“Metamaus: A Look inside a Modern Classic” by Art Spiegelman (Pantheon, 2011) $35 (Book and DVD)

When Art Spiegelman began publishing “Maus” 25 years ago, reactions from the reading public ranged from praise to approbation. Imagine, telling the story of his father’s experiences in the Holocaust as a comic book and representing Jews as mice, the Poles as pigs, and the Nazis as cats? What was this avant-garde creator of comic literature trying to? In time, particularly after the author won the 1992 Special Pulitzer Prize Award, and numerous other prestigious honors, “Maus” became recognized as a 20th century classic. Spiegelman brought the graphic novel into the forefront of literature where today graphic literature is taken seriously by critics, educators and parents, as well as by readers of all ages.

Now he gives his readers “Metamaus.” This beautifully-produced book is an examination of the original “Maus” and the author’s attempt to explain why he created the book and why he used the techniques he did.

Part One, entitled “Why the Holocaust,” explains to the readers why Spiegelman had to, if not exorcise, then to understand the nightmares of his childhood growing up as the child of survivors. In creating “Maus,” the author exhaustively researched everything related to his parents’ lives. If he were going to draw the latrines at Auschwitz, he made certain that his toilets looked exactly like the ones his father Vladek used. The shoes on his father’s feet were replicas of those in an old Polish shoe repair manual. He read obsessively. He made several trips to Poland and visited Auschwitz/Birkenau. Nothing was taken for granted.

In Part Two, Spiegelman discusses why he used mice to represent the Jews. Among other things, he drew some of his inspiration from Nazi posters of the 1930s that vilified Jews. And later when “Maus” was translated in German and Polish, the Germans were more accepting of their depiction as murderous cats than were the Poles who strongly protested their depiction as pigs.

Part Three of “Metamaus” explains the artist’s techniques. Readers come to understand that the placement of every frame has significance. In addition, there are interviews with his wife and children and a complete transcript of the interviews he had with his father over the years. The text is interspersed with photographs of his family, other comics that inspired him, as well as the first, second and third attempts to draw a particular episode.

This monumental work is a breathtaking homage to Spiegelman’s parents and family. It is an elegant examination of the creative artist at work. And most of all it is a moving reminder of the Holocaust and its victims and a tribute to those who managed to survive.

Andrea Kempf is a retired librarian who speaks throughout the community on various topics related to books and reading.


(EXERCISE BRIEF)
Would you print the records below word for word, without the pictures?

(Images for object localization)
=== Section Start ===

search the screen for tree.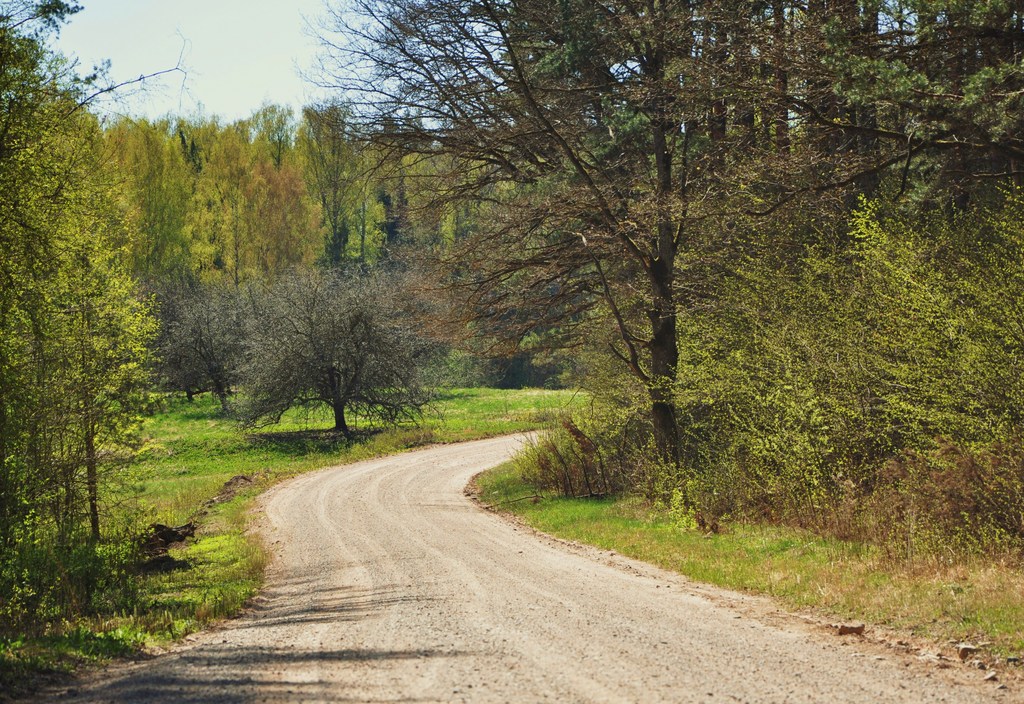
Found at <region>176, 116, 275, 259</region>.
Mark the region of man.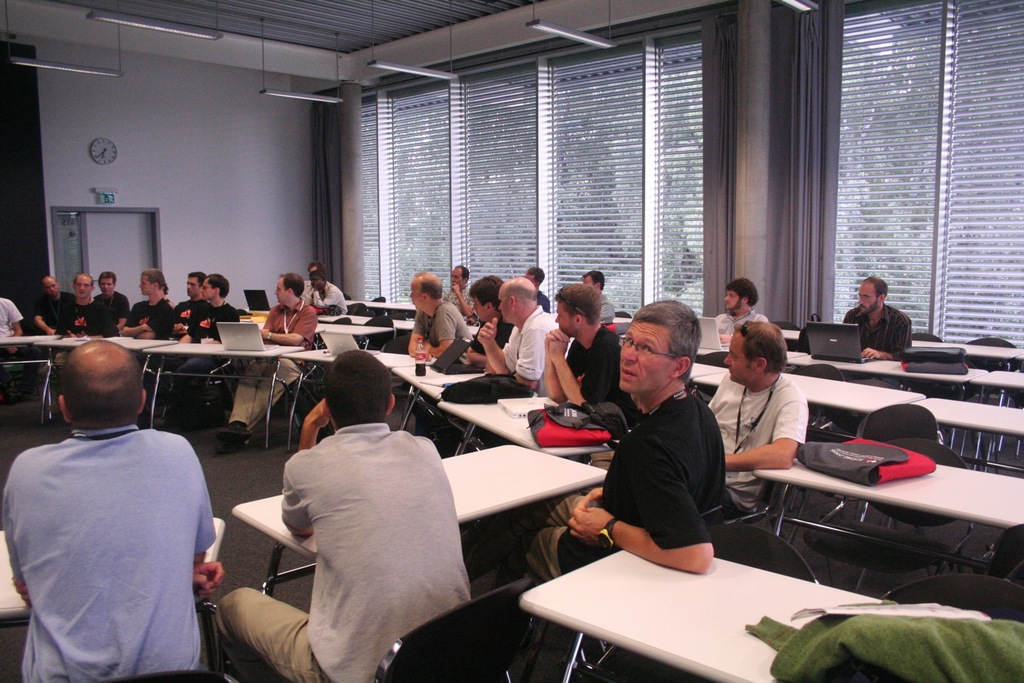
Region: {"x1": 0, "y1": 333, "x2": 228, "y2": 678}.
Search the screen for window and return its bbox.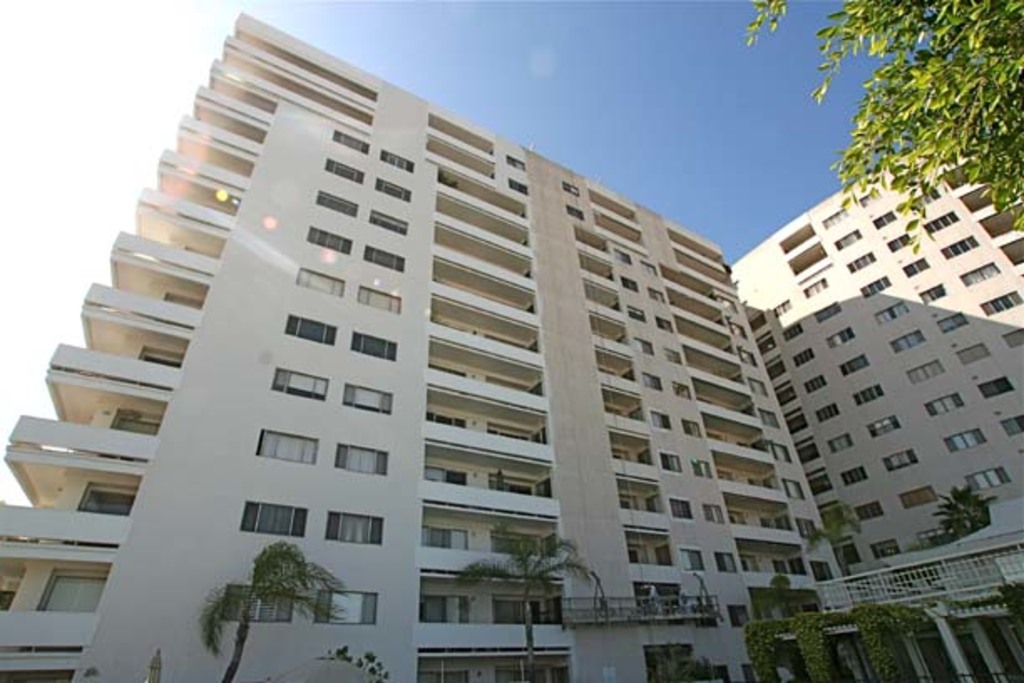
Found: detection(378, 174, 407, 199).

=== Section End ===

(ANSWER TO THIS PROBLEM)
search the screen for tree.
Found at <region>176, 116, 275, 259</region>.
Mark the region of man.
Region: {"x1": 0, "y1": 333, "x2": 228, "y2": 678}.
Search the screen for window and return its bbox.
Found: detection(378, 174, 407, 199).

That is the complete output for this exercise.